**Assignment**
Extract verbatim every line from the one containing "The image size" to the final line of the records below, inclusive, and exclude all pictures.

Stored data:

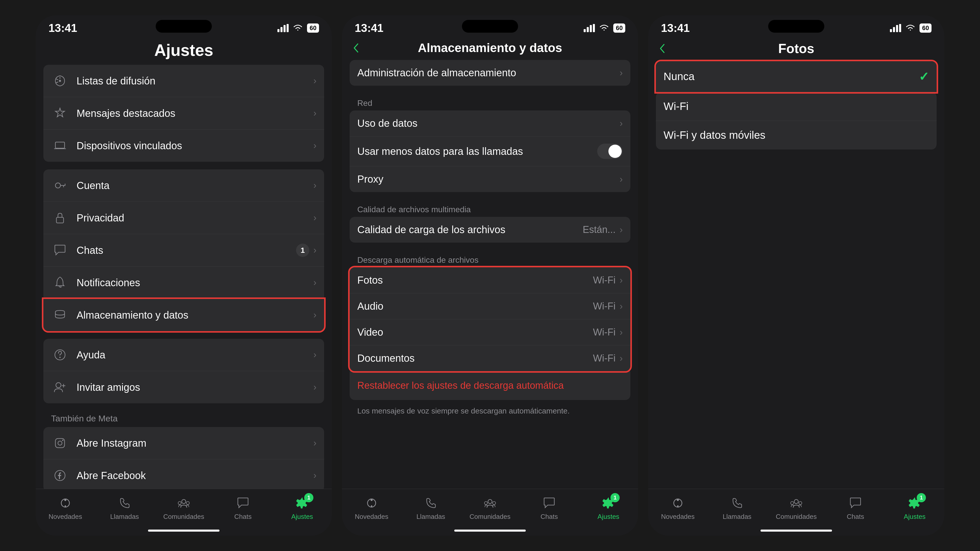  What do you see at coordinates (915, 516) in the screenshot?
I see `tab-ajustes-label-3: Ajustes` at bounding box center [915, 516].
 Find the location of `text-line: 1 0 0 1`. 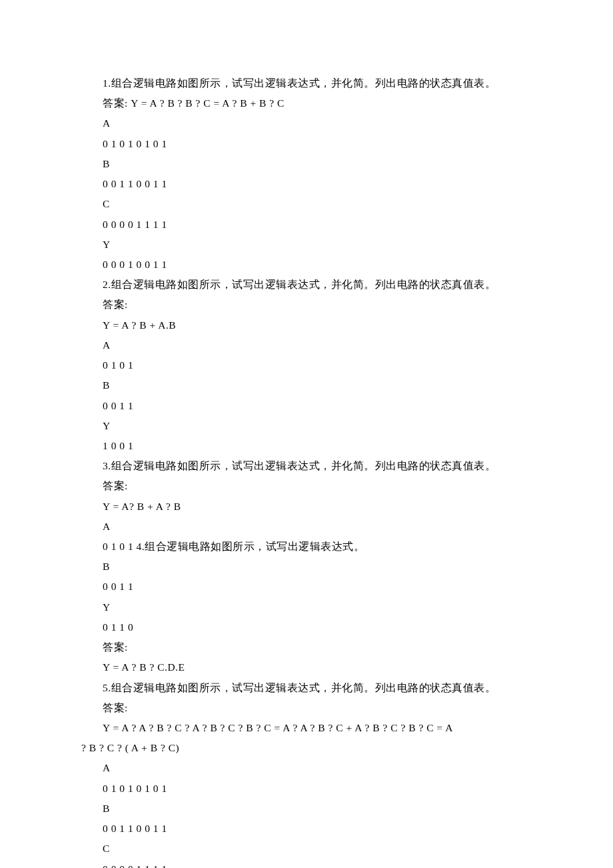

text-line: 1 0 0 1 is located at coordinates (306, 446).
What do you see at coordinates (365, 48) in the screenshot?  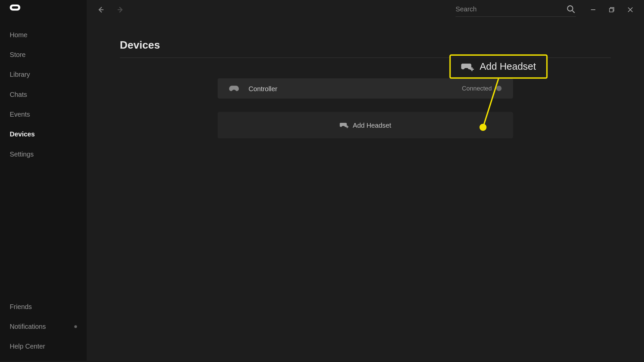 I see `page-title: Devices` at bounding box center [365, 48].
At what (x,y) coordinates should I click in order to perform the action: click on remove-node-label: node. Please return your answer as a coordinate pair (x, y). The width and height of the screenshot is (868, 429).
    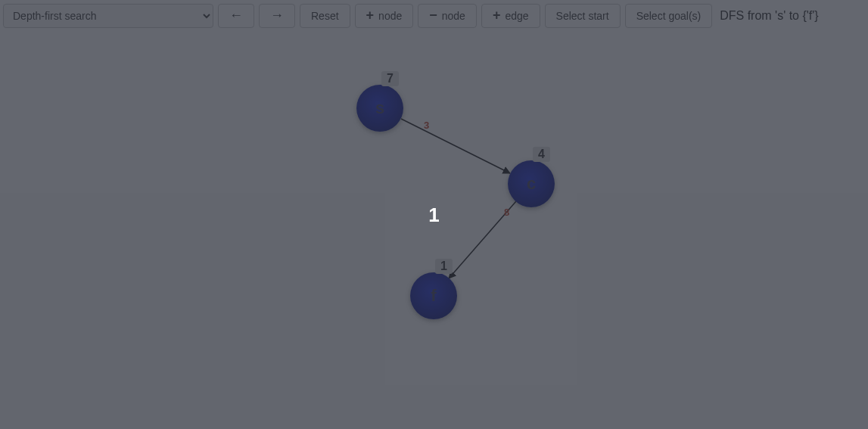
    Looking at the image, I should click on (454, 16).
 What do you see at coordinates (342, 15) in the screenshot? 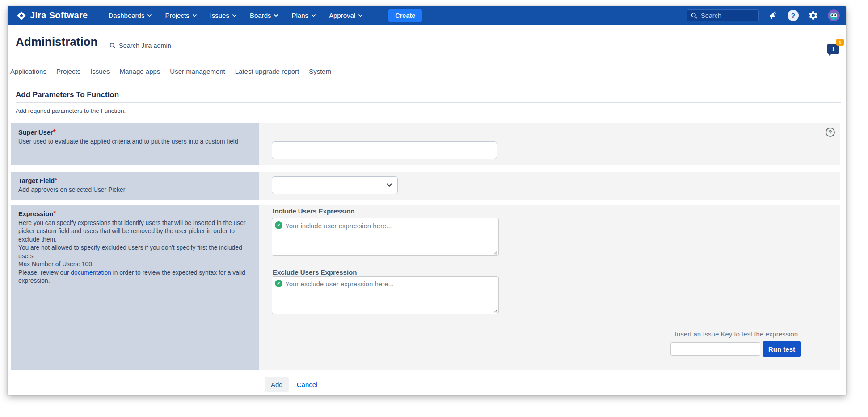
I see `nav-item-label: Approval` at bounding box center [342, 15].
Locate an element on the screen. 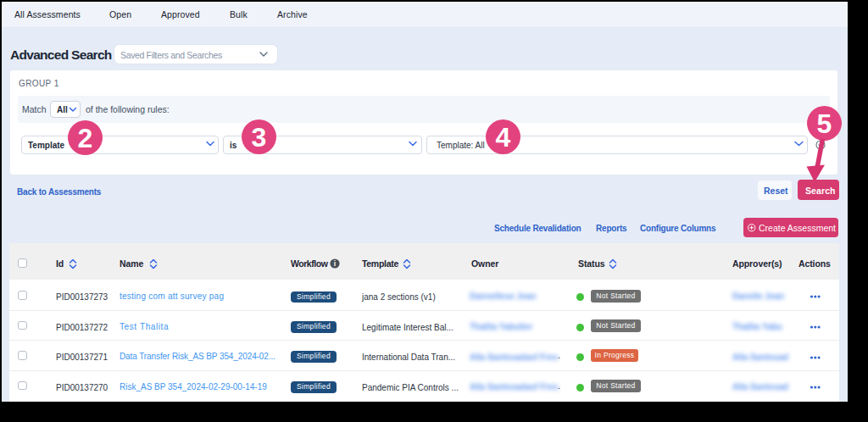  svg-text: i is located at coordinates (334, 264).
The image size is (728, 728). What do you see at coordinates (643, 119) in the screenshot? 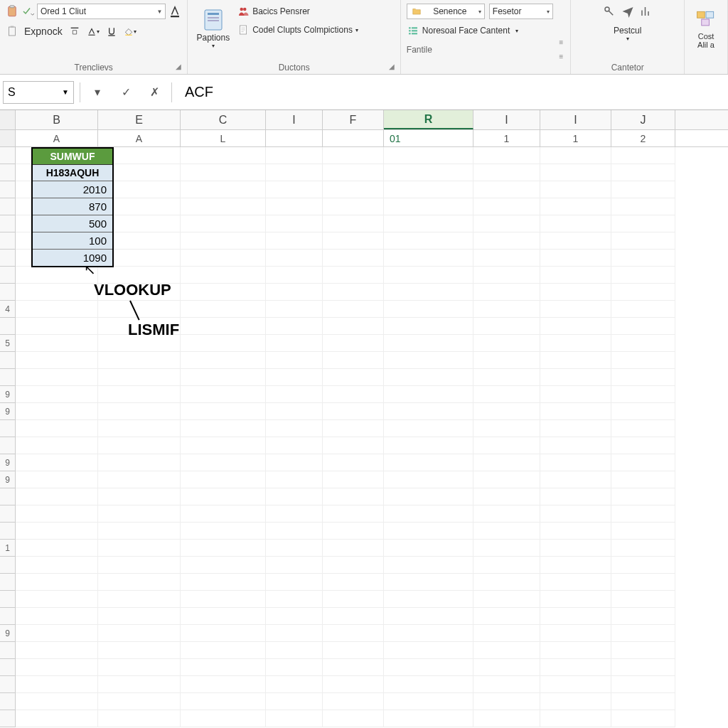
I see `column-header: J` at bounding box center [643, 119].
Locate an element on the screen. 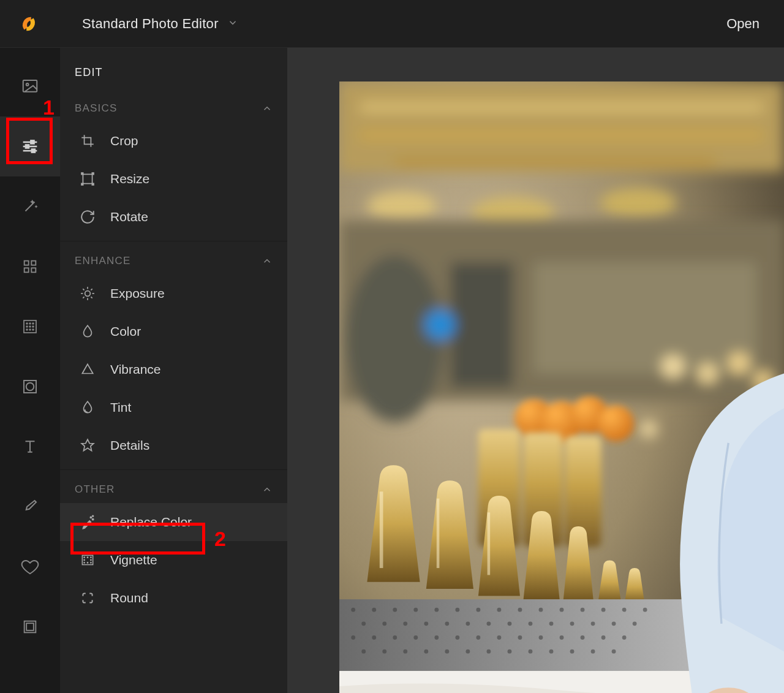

**Result of this exercise**
The image size is (728, 728). What do you see at coordinates (643, 119) in the screenshot? 
I see `column-header: J` at bounding box center [643, 119].
Locate an element on the screen. 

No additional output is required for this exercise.